The European Prize for Urban Public Space naturally finds its place in the European city, which, despite its diversity, shares common historical elements such as human scale, compact design and mixed uses. In this idea of a European city, public space plays a key role in bringing people together, with all its political, economic and social values, which are inseparable from a physical design that accommodates and makes them possible.

In the course of its 24 years of history and 11 editions, the Prize has received 2,507 proposals, and given 20 awards and 35 special mentions. The winning projectsinclude interventions as varied and important as Barking Town Square (2008), a new civic space for a suburban district in east London that, after years of marginality, sought to salvage its past from a lost identity and project a meeting space for a new community. The open-air library in the German city of Magdeburg (2010), where, in a participatory process, the residents of a socially depressed neighbourhood gota library built with the prefabricated parts of a demolished building. The remodelling of the old port of Marseille, France (2014), an intervention that frees up the quays of obstacles and vehicles, combining the presence of leisure boats with public access and enjoyment for citizens. The recovery of the irrigation ditches of the thermal vegetable allotments of Caldes de Montbui, Spain (2016), which reactivated agricultural activity and created a network of pedestrian paths. The renovation of Skanderbeg Square in Tirana (2018), a nerve centre of the Albanian capital and a symbolic place for the entire country that has been remodelled to promote and highlight its diversity, and, with the planting of a belt green, has become a starting point for the renaturalization of the city centre. And the restoration of the Catharijnesingel (2022), an intervention that removes road traffic and recovers water to renaturalize and provide pedestrian and cyclist accessibility to a new public space for the city of Utrecht, in the Netherlands.

The Prize’s Archive, an Online Resource

The European Archive of Urban Public Space, a searchable online resource,collects the best works submitted since the competition began.

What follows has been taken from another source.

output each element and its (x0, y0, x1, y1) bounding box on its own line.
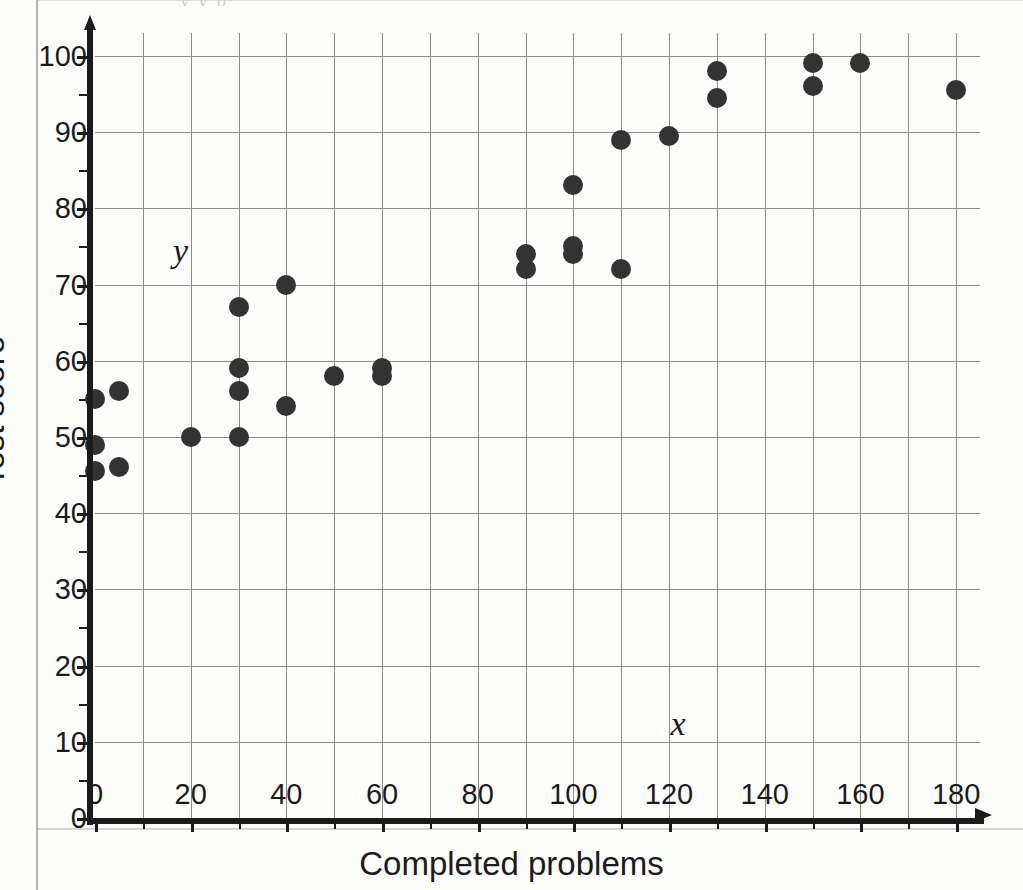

With 382 projects in almost 200 cities, it is both witness to and observatory of the construction and evolution of public spaces throughout Europe.

El Centre de Cultura Contemporània de Barcelona (CCCB)

The CCCB is a multidisciplinary arts centre dedicated to exploring the big themes of contemporary society in different languages and formats, with an extensive programme that includes major thematic exhibitions, cycles of talks and literary meetings, audiovisual screenings and festivals. Since its beginnings, the CCCB has promoted reflection on contemporary cities, understanding that they are key places for the transformations and challenges of today’s world.